CL Simplex

Artificial Intelligence: Practicality

Artificial Intelligence: Practicality

We discussed that artificial intelligence is fundamentally a computer using rules to search a graph to find the best result given constraints. These constraints are things like legal moves in chess, the work hours in a week (if you’re building a scheduling tool, for example), government regulations, and other facts of life we use computers to represent when attempting to use computational rationality to solve problems.

Some problems are more practical to solve than others. Interestingly enough, what was originally thought to be hard problems are easier to solve using computers than expected. It is much easier for a machine to detect credit card fraud than it is to have a machine stack cans in a supermarket. The most difficult problems are ones that humans find the most intuitive, but perhaps that should be unsurprising. Using our stack of cans example, machines can only deal with the information given to them. A human can make additional judgements like putting cans of the same variety together, not blocking an aisle with a stack of cans, etc.

Unlike that stack of cans, the infusion of massive data sets has given previously academic techniques commercial application (like detecting credit fraud.) In the past, language translation software was built by creating complex rules based on grammars and expertise. Language is a slippery thing - it evolves, there is slang, misspellings, new vocabulary, and compositions. Turns out - when you throw all those assumptions out the window and merely use the data of how people use the language (with the web this data is quite substantial) - software performs pretty well! Things like slang, popular misspellings, and new grammar and vocabulary are captured in the patterns found in the data sets.

This data revolution is the real driver behind the recent explosion of “Artificial Intelligence.” Better data techniques and an ocean of information have made it possible to let the trends and patterns in the data do the talking. Metadata collection has opened up powerful insights even when the data itself isn’t directly accessible. Datasets and data processing is reaching the point where the results are beyond understanding the processes used to reach the conclusion (for example - if a computer calculates 10 million digits of Pi, do you trust it? You can verify, but it will take a long time - is it worth it?) Our next part in the series is how humans can understand AI, and how it can be accessed to make life better.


* WHAT IS EXPECTED: Look through the listing underneath for "pixels", and copy every line that has it.
__________
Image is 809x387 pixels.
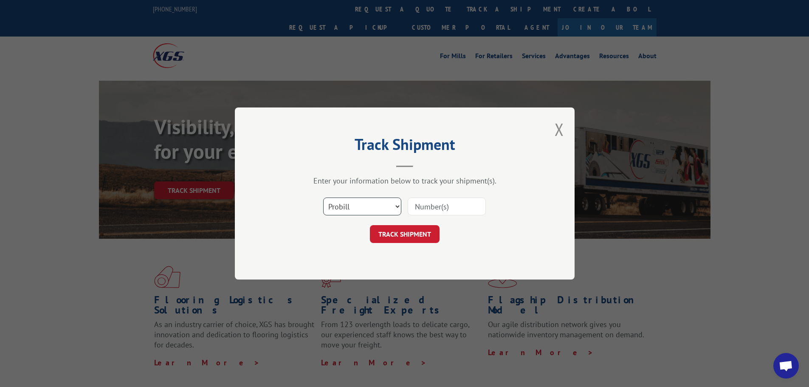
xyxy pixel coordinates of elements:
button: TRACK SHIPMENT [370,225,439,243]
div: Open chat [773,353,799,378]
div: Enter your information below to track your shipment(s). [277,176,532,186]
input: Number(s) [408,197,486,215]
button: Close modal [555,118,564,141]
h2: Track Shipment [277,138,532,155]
__________
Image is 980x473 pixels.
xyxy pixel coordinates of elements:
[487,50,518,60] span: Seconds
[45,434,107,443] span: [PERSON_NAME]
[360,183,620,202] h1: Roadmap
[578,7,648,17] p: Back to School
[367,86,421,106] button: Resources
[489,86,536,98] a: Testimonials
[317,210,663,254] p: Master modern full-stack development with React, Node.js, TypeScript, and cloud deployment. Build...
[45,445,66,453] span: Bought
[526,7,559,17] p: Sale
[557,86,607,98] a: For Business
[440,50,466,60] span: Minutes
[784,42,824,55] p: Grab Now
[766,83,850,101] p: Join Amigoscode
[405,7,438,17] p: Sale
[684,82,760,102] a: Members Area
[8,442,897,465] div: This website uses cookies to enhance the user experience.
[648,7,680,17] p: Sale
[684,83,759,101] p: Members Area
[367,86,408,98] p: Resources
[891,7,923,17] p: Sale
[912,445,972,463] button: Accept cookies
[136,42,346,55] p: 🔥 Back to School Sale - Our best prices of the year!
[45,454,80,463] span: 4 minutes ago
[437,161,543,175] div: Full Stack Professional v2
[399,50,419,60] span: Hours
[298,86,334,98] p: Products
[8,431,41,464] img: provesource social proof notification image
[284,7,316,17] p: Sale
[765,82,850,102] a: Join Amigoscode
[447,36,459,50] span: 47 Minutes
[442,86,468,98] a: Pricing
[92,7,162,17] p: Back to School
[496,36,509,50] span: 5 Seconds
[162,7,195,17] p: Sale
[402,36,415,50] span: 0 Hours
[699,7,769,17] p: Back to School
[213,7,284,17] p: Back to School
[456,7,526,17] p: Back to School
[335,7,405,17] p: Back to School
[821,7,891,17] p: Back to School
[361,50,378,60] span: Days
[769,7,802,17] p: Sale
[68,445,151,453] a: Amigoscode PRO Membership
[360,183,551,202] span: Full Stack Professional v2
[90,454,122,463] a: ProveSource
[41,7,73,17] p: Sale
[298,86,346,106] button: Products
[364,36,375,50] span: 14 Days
__________
* SOLUTION:
Image is 809x387 pixels.
Image is 980x473 pixels.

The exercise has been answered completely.